General Motors

She never had dinner. Through the wide open windows looking out on the lake the other guests of the Dino Hotel, dining on the first floor, saw her sitting at the pool. She was reading, she always kept on reading. She didn’t even pay attention when a lady in the dining room, Esmeralda, deliberately dropped a spoon, through the window, onto the tiled floor skirting the lawns. It made a clattering noise. Esmeralda laughed, shrill as the light of the failing day, her voice reedy. Then, noticing the woman at the pool didn’t budge, she dropped a knife too. It fell on the grass, without any sound at all. She threw both hands in the air, crying; her husband, Edward, put his fingers on her arm. The windows were being shut. In the distance thunder rolled.

It started raining. Still the woman at the pool kept on reading. The rain wetted the black leather suit she was wearing; now women in cocktail dresses showed up at the dining room’s windows, and men in tuxedo, pointing at her. Edward, wearing a double breasted suit, said it was War and Peace by Tolstoy she was reading; in the afternoon he had silently crawled over the lawns till he was behind her, he had peeked under her arm, seen the cover. “Splendid. Now we all know what she’s reading,” his wife said. She put her nose against the window glass. Everybody did. Fine little streams, rainwater, ran from the woman’s shoulders between her breasts down to her navel and then almost horizontally filling up the creases in the leather suit, finally dripping onto the grass. “She’s too stout for a suit like that,” Esmeralda said.

At night the raining stopped. “She’s still reading,” Esmeralda, standing on the balcony, said to her husband, who was lying on top of the sheets. The night was hot and damp. “Come over here,” Edward answered, “it’s three o’clock.” “Doesn’t she ever sleep?” the wife answered. “It’s been four days now. It’s annoying.” “When the book is finished she’ll leave,” he said. “She’s such a slow reader,” his wife, putting away the telescope, answered.

The fifth day they were all sunbathing around the pool. The leather suit was steaming hot, it seemed like it was melting. The lady’s head was red all over. “She’s sweating like a cow,” Esmeralda said, her voice loud enough for the lady to hear. “The fifth day it is, and we still don’t even know her name, do you think that’s normal?” Edward put his hand on her underarm. “Wait until she’s finished the book, darling,” he said. Suddenly a man stepped out of the pool; nobody had ever seen him before. He put his goggles upon his head, and stepped towards the lady in the black suit. He gently took away her book and put his hand on her forehead. “You’re hot,” he said. The lady smiled, gratefully. “Yes,” she said, “I am.” She pointed at the suit. “I understand,” he said. “I work for General Motors.”

It happened to be the tyre division. 
     “I’ve noticed your perfume the first time I passed by,” he said, his heart sinking. “Five days ago.”
     “Oh…,” she whispered, then tapping his nose with her index. “Smell.”
     “The new Continental XR-48,” he said, “with anti-slip protection. Best tyre in the world.” She saw his Adam’s apple move.
     “You’re my hero,” she answered, gleaming, snapping the book shut.
     They stood up, walked towards the pool, took a run and disappeared into the closing water, not to emerge ever again.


» **What the task requires**
Copies of all lines containing the string "Tabs" are needed from the data below.
##### Data for the task #####
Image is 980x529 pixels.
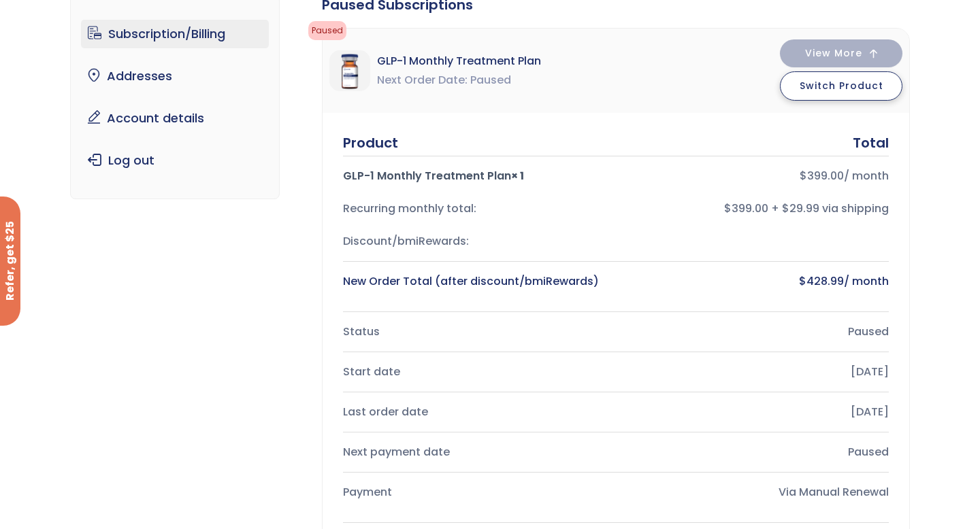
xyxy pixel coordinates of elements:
span: $ [799,274,807,289]
div: $399.00 + $29.99 via shipping [627,199,889,218]
div: Discount/bmiRewards: [343,232,605,251]
div: New Order Total (after discount/bmiRewards) [343,272,605,291]
div: Total [853,133,889,152]
span: View More [805,49,862,58]
div: / month [627,272,889,291]
div: Last order date [343,403,605,422]
div: Paused [627,443,889,462]
img: GLP-1 Monthly Treatment Plan [329,50,370,91]
div: Status [343,322,605,342]
div: GLP-1 Monthly Treatment Plan [343,167,605,186]
span: Paused [308,21,347,40]
span: $ [800,168,807,183]
div: Product [343,133,398,152]
button: View More [780,39,902,67]
div: Recurring monthly total: [343,199,605,218]
button: Switch Product [780,71,902,100]
bdi: 428.99 [799,274,843,289]
bdi: 399.00 [800,168,843,183]
strong: × 1 [511,168,524,183]
div: / month [627,167,889,186]
div: Via Manual Renewal [627,483,889,502]
a: Addresses [81,62,270,90]
div: Payment [343,483,605,502]
span: Switch Product [800,79,883,92]
div: [DATE] [627,403,889,422]
div: Next payment date [343,443,605,462]
div: Paused [627,322,889,342]
div: [DATE] [627,362,889,382]
div: Start date [343,362,605,382]
a: Subscription/Billing [81,20,270,49]
a: Log out [81,146,270,175]
a: Account details [81,104,270,132]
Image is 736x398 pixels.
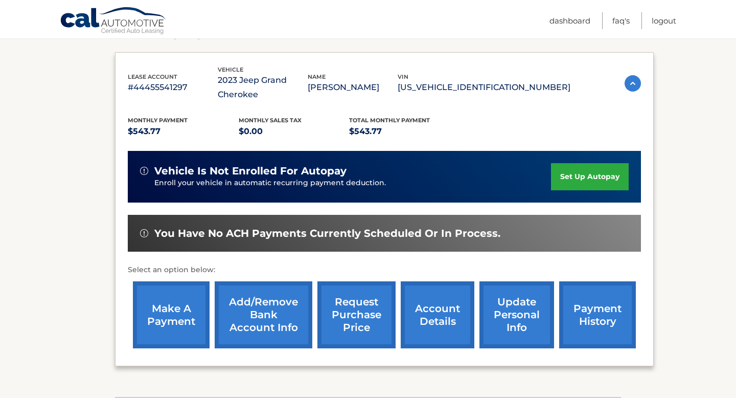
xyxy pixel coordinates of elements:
[218,66,243,73] span: vehicle
[559,281,636,348] a: payment history
[154,227,501,240] span: You have no ACH payments currently scheduled or in process.
[60,7,167,36] a: Cal Automotive
[128,117,188,124] span: Monthly Payment
[625,75,641,92] img: accordion-active.svg
[154,165,347,177] span: vehicle is not enrolled for autopay
[128,80,218,95] p: #44455541297
[239,124,350,139] p: $0.00
[398,73,409,80] span: vin
[349,124,460,139] p: $543.77
[239,117,302,124] span: Monthly sales Tax
[652,12,676,29] a: Logout
[128,264,641,276] p: Select an option below:
[128,124,239,139] p: $543.77
[140,167,148,175] img: alert-white.svg
[318,281,396,348] a: request purchase price
[480,281,554,348] a: update personal info
[401,281,475,348] a: account details
[613,12,630,29] a: FAQ's
[550,12,591,29] a: Dashboard
[140,229,148,237] img: alert-white.svg
[218,73,308,102] p: 2023 Jeep Grand Cherokee
[133,281,210,348] a: make a payment
[154,177,551,189] p: Enroll your vehicle in automatic recurring payment deduction.
[128,73,177,80] span: lease account
[308,80,398,95] p: [PERSON_NAME]
[308,73,326,80] span: name
[215,281,312,348] a: Add/Remove bank account info
[349,117,430,124] span: Total Monthly Payment
[551,163,629,190] a: set up autopay
[398,80,571,95] p: [US_VEHICLE_IDENTIFICATION_NUMBER]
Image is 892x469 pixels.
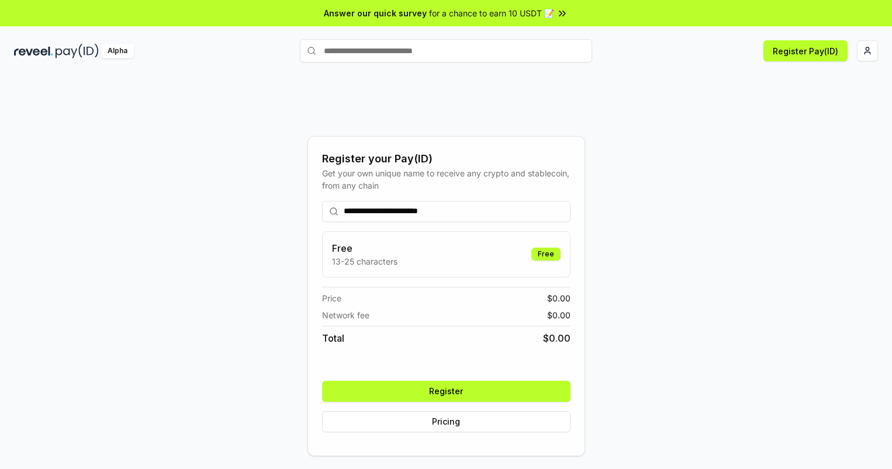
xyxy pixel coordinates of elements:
[322,331,344,345] span: Total
[322,151,570,167] div: Register your Pay(ID)
[429,7,554,19] span: for a chance to earn 10 USDT 📝
[322,381,570,402] button: Register
[322,309,369,321] span: Network fee
[547,309,570,321] span: $ 0.00
[322,292,341,304] span: Price
[14,44,53,58] img: reveel_dark
[56,44,99,58] img: pay_id
[322,411,570,432] button: Pricing
[324,7,427,19] span: Answer our quick survey
[101,44,134,58] div: Alpha
[332,241,397,255] h3: Free
[547,292,570,304] span: $ 0.00
[322,167,570,192] div: Get your own unique name to receive any crypto and stablecoin, from any chain
[332,255,397,268] p: 13-25 characters
[763,40,847,61] button: Register Pay(ID)
[531,248,560,261] div: Free
[543,331,570,345] span: $ 0.00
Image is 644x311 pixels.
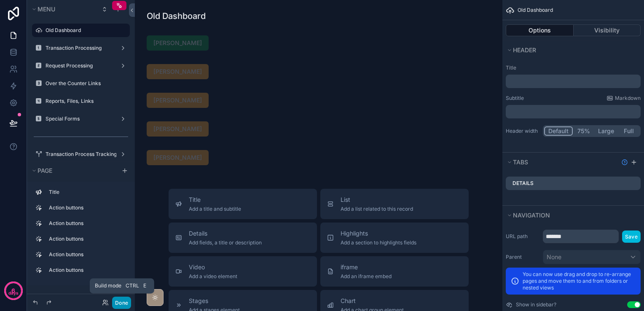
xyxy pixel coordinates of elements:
div: scrollable content [506,75,641,88]
label: Old Dashboard [46,27,125,34]
button: None [543,250,641,264]
span: Page [37,167,52,174]
button: HighlightsAdd a section to highlights fields [320,223,469,253]
label: URL path [506,233,540,240]
span: Add a title and subtitle [189,206,241,212]
div: scrollable content [27,182,135,286]
span: Add an iframe embed [341,273,392,280]
button: Tabs [506,156,618,168]
button: Large [594,127,618,136]
span: Add a list related to this record [341,206,413,212]
span: Ctrl [125,282,140,290]
span: Markdown [615,95,641,102]
label: Header width [506,128,540,135]
label: Title [49,189,123,195]
label: Reports, Files, Links [46,98,125,104]
label: Details [513,180,534,187]
button: Page [30,165,116,177]
button: 75% [573,127,594,136]
span: Add a video element [189,273,237,280]
label: Action buttons [49,267,123,274]
div: scrollable content [506,105,641,119]
span: Navigation [513,211,550,219]
label: Transaction Processing [46,45,113,52]
button: Menu [30,4,96,15]
button: Done [112,297,131,309]
label: Action buttons [49,204,123,211]
span: Build mode [95,283,121,289]
span: Video [189,263,237,271]
p: days [8,290,19,297]
label: Over the Counter Links [46,80,125,87]
label: Title [506,64,641,71]
span: List [341,195,413,204]
p: 6 [12,287,15,295]
span: iframe [341,263,392,271]
a: Markdown [607,95,641,102]
button: VideoAdd a video element [169,256,317,287]
span: Title [189,195,241,204]
label: Request Processing [46,62,113,69]
button: Full [618,127,640,136]
p: You can now use drag and drop to re-arrange pages and move them to and from folders or nested views [523,271,636,291]
span: Add a section to highlights fields [341,239,417,246]
label: Special Forms [46,116,113,122]
button: Header [506,44,636,56]
button: TitleAdd a title and subtitle [169,189,317,219]
span: E [142,283,148,289]
span: Menu [37,5,55,12]
button: Default [544,127,573,136]
span: Old Dashboard [517,7,553,13]
span: Header [513,46,536,54]
button: ListAdd a list related to this record [320,189,469,219]
span: Stages [189,297,240,305]
button: Navigation [506,210,636,221]
button: iframeAdd an iframe embed [320,256,469,287]
button: Visibility [574,24,641,36]
button: DetailsAdd fields, a title or description [169,223,317,253]
span: Tabs [513,159,528,166]
span: Chart [341,297,404,305]
svg: Show help information [621,159,628,166]
span: None [547,253,561,261]
label: Parent [506,254,540,261]
button: Options [506,24,574,36]
span: Details [189,229,262,238]
label: Action buttons [49,220,123,227]
label: Action buttons [49,251,123,258]
label: Transaction Process Tracking [46,151,116,158]
span: Add fields, a title or description [189,239,262,246]
button: Save [622,231,641,243]
label: Action buttons [49,236,123,243]
span: Highlights [341,229,417,238]
label: Subtitle [506,95,524,102]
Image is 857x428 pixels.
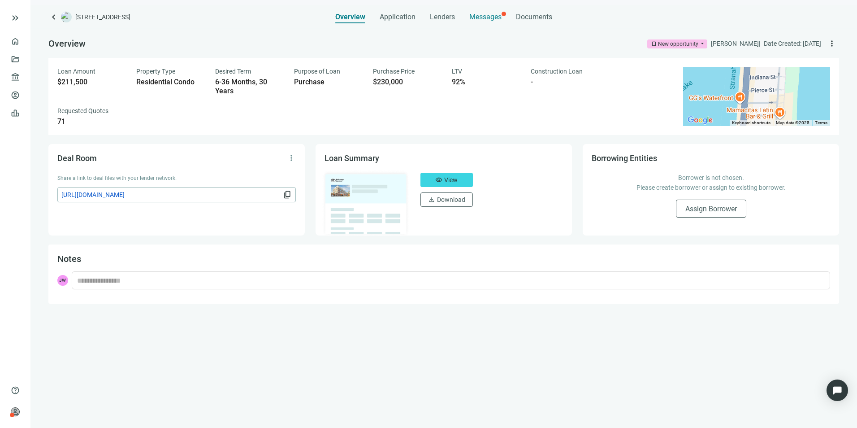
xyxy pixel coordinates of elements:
div: Date Created: [DATE] [764,39,821,48]
span: Loan Summary [324,153,379,163]
span: Share a link to deal files with your lender network. [57,175,177,181]
div: $211,500 [57,78,125,86]
a: keyboard_arrow_left [48,12,59,22]
img: dealOverviewImg [322,170,410,236]
div: 71 [57,117,125,126]
button: visibilityView [420,173,473,187]
div: 6-36 Months, 30 Years [215,78,283,95]
span: more_vert [827,39,836,48]
button: keyboard_double_arrow_right [10,13,21,23]
img: Google [685,114,715,126]
span: Borrowing Entities [592,153,657,163]
span: download [428,196,435,203]
span: Map data ©2025 [776,120,809,125]
div: - [531,78,599,86]
span: Notes [57,253,81,264]
span: bookmark [651,41,657,47]
span: Documents [516,13,552,22]
button: Keyboard shortcuts [732,120,770,126]
span: LTV [452,68,462,75]
span: person [11,407,20,416]
span: Assign Borrower [685,204,737,213]
span: Construction Loan [531,68,583,75]
span: View [444,176,458,183]
span: help [11,385,20,394]
button: Assign Borrower [676,199,746,217]
div: 92% [452,78,520,86]
span: Purpose of Loan [294,68,340,75]
button: more_vert [284,151,298,165]
a: Open this area in Google Maps (opens a new window) [685,114,715,126]
span: more_vert [287,153,296,162]
span: Download [437,196,465,203]
span: visibility [435,176,442,183]
button: more_vert [825,36,839,51]
div: [PERSON_NAME] | [711,39,760,48]
button: downloadDownload [420,192,473,207]
span: [STREET_ADDRESS] [75,13,130,22]
span: Requested Quotes [57,107,108,114]
span: Loan Amount [57,68,95,75]
img: deal-logo [61,12,72,22]
span: JW [57,275,68,285]
span: Messages [469,13,501,21]
div: $230,000 [373,78,441,86]
span: [URL][DOMAIN_NAME] [61,190,281,199]
span: Application [380,13,415,22]
div: Purchase [294,78,362,86]
a: Terms (opens in new tab) [815,120,827,125]
span: content_copy [283,190,292,199]
span: account_balance [11,73,17,82]
div: New opportunity [658,39,698,48]
span: Purchase Price [373,68,415,75]
div: Open Intercom Messenger [826,379,848,401]
span: Lenders [430,13,455,22]
span: Overview [48,38,86,49]
span: Deal Room [57,153,97,163]
span: Overview [335,13,365,22]
span: Property Type [136,68,175,75]
p: Borrower is not chosen. [600,173,821,182]
span: Desired Term [215,68,251,75]
p: Please create borrower or assign to existing borrower. [600,182,821,192]
div: Residential Condo [136,78,204,86]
#####
» **Task answer**
button: Tabs [506,156,618,168]
span: Tabs [513,159,528,166]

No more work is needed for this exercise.